Where was this mysterious extra 50us latency coming from? The first assumption, of course, was that I had made a mistake, so I took some time in looking at the code and doing extra logging. Eventually, I went the whole hog and just ftraced the entire CPU running the thread that I was measuring. Still no sign of system-level jitter that would explain the latency.
In exasperation, I enabled GC logging for the application. Previously, I had not done this as I knew that the application did not produce any garbage after its initial setup, and I also excluded the first sets of results to reduce pollution by warm-up effects.
Lo and behold, the GC log contained the following entries:
2015-08-05T09:11:51.498+0100: 20.204: Total time for which application threads were stopped: 0.0000954 seconds
2015-08-05T09:11:52.498+0100: 21.204: Total time for which application threads were stopped: 0.0000948 seconds
2015-08-05T09:11:56.498+0100: 25.205: Total time for which application threads were stopped: 0.0001147 seconds
2015-08-05T09:12:06.499+0100: 35.206: Total time for which application threads were stopped: 0.0001127 seconds
2015-08-05T09:12:10.499+0100: 39.206: Total time for which application threads were stopped: 0.0000983 seconds
2015-08-05T09:12:11.499+0100: 40.206: Total time for which application threads were stopped: 0.0000900 seconds
2015-08-05T09:12:12.500+0100: 41.206: Total time for which application threads were stopped: 0.0001421 seconds
2015-08-05T09:12:17.500+0100: 46.207: Total time for which application threads were stopped: 0.0000865 seconds
Note the rather suspicious timing of these events – always ~205ms into the second, and ~100us in magnitude.
Now, because I used the extremely useful -XX:+PrintApplicationStoppedTime flag, the log also contained safepoint pauses. Given that I knew my application was not allocating memory, and therefore should not be causing the collector to run, I assumed that these pauses were down to safepoints.
The next useful flag in the set of “Hotspot flags you never knew you needed, until you need them” is -XX:+PrintSafePointStatistics.
With this flag enabled, the output was immediately enlightening:
20.204: no vm operation          […
21.204: no vm operation          […
25.205: no vm operation          […
35.205: no vm operation          […
39.206: no vm operation          […
40.206: no vm operation          […
41.206: no vm operation          […
46.207: no vm operation          […
The timestamps from the safepoint statistics match up perfectly with the entries in the GC log, so I can be sure of my assumption that the pauses are due to safepointing.
A little time spent with your favourite search engine will yield up the information that ‘no vm operation’ is the output produced when the runtime forced a safepoint.
Further searching revealed that the frequency of these forced safepoints can be controlled with the following flags:
-XX:+UnlockDiagnosticVMOptions -XX:GuaranteedSafepointTime=300000
This command instructs the runtime to only guarantee a safepoint every 300 seconds, and since the duration of my test is less than that, there should be no forced safepoints. The default interval can be discovered by running the following command:
]$ java -XX:+UnlockDiagnosticVMOptions -XX:+PrintFlagsFinal 2>&1 | grep Safepoint
   intx GuaranteedSafepointInterval = 1000 {diagnostic}
Running my test tool with these settings removed the 100us jitter, so I’m just left with 50us introduced by the OS and hardware.
As mentioned in some of the mailing lists I stumbled across, it’s probably not a good idea to stop the JVM from performing cleanup that requires a safepoint. For this testing tool however, it helps to remove a source of uncertainty that was dominating the jitter produced by the OS.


> [WORK ITEM]:
From the line with "Where can I find <element>woman</element>?" to the final line of the data below, please write out every line exactly, with no pictures.

> [DATASET ENTRIES]:
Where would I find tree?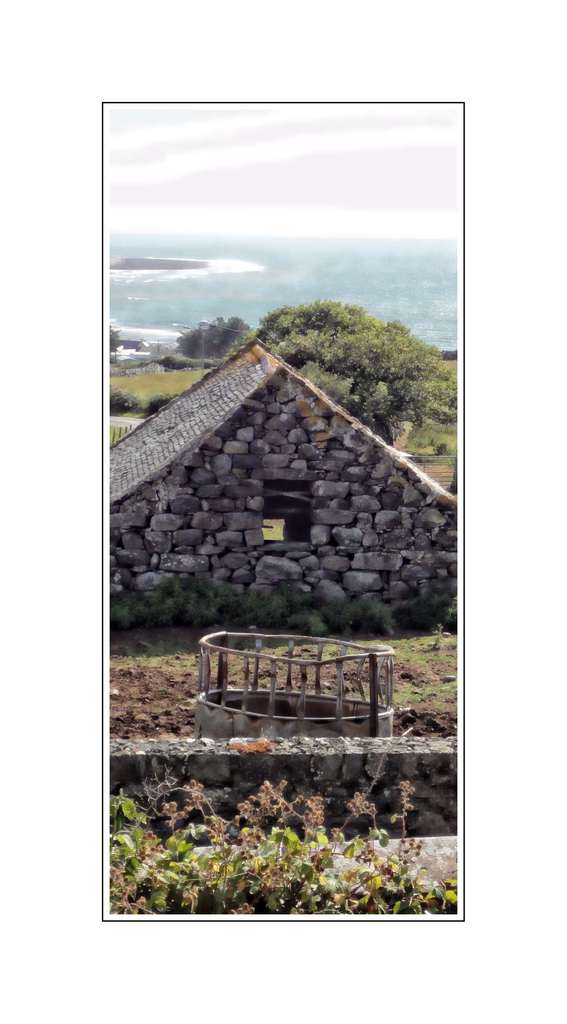
At <bbox>174, 316, 248, 368</bbox>.
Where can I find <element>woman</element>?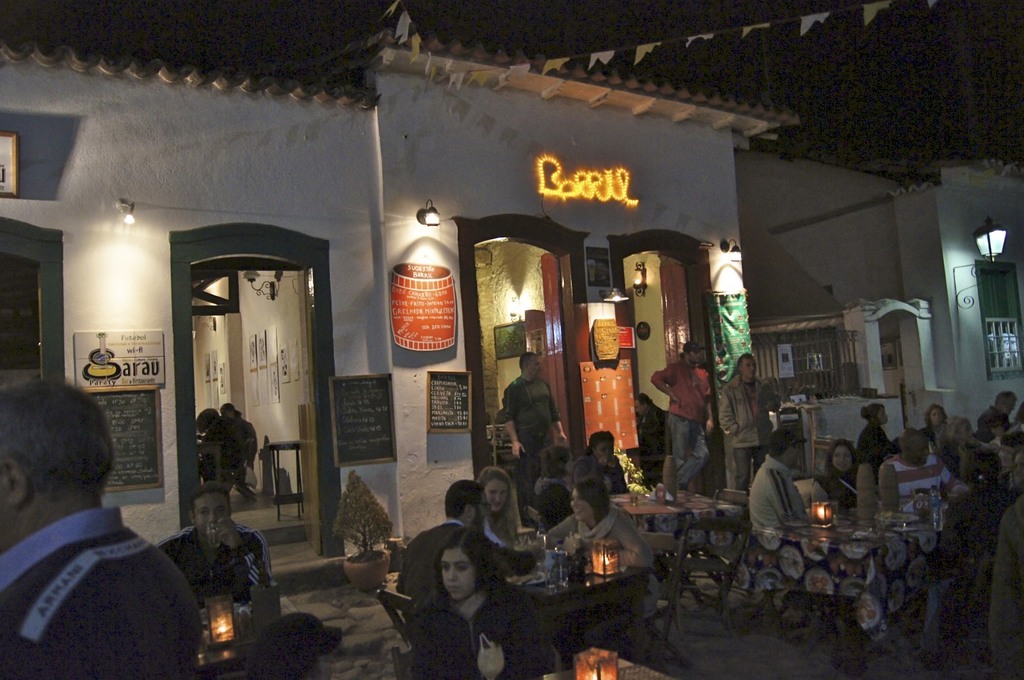
You can find it at l=526, t=442, r=575, b=524.
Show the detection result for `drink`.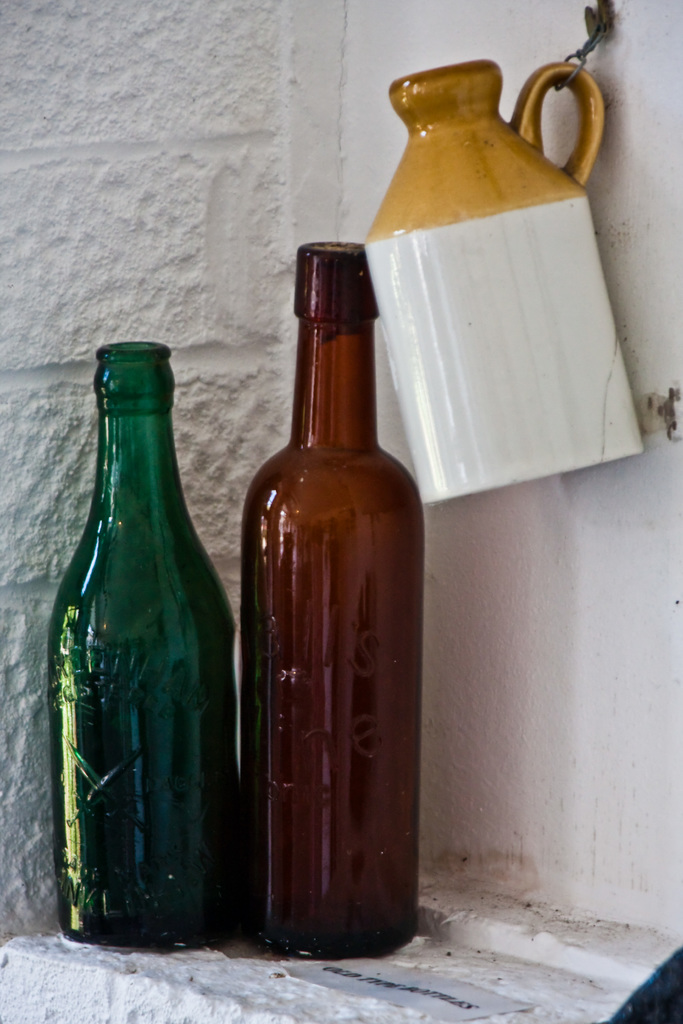
bbox=(49, 332, 231, 959).
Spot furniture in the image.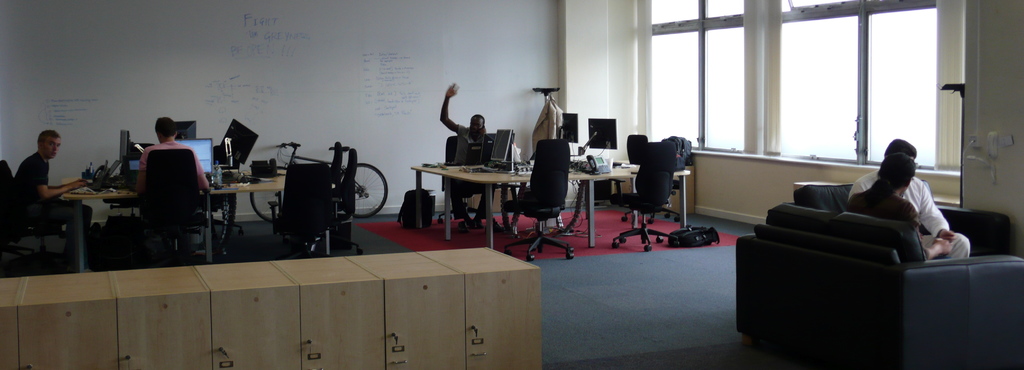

> [SOLUTION FOR THIS PROBLEM]:
Where can I find <element>woman</element>?
You can find it at l=526, t=442, r=575, b=524.
Show the detection result for `drink`.
bbox=(49, 332, 231, 959).
Spot furniture in the image.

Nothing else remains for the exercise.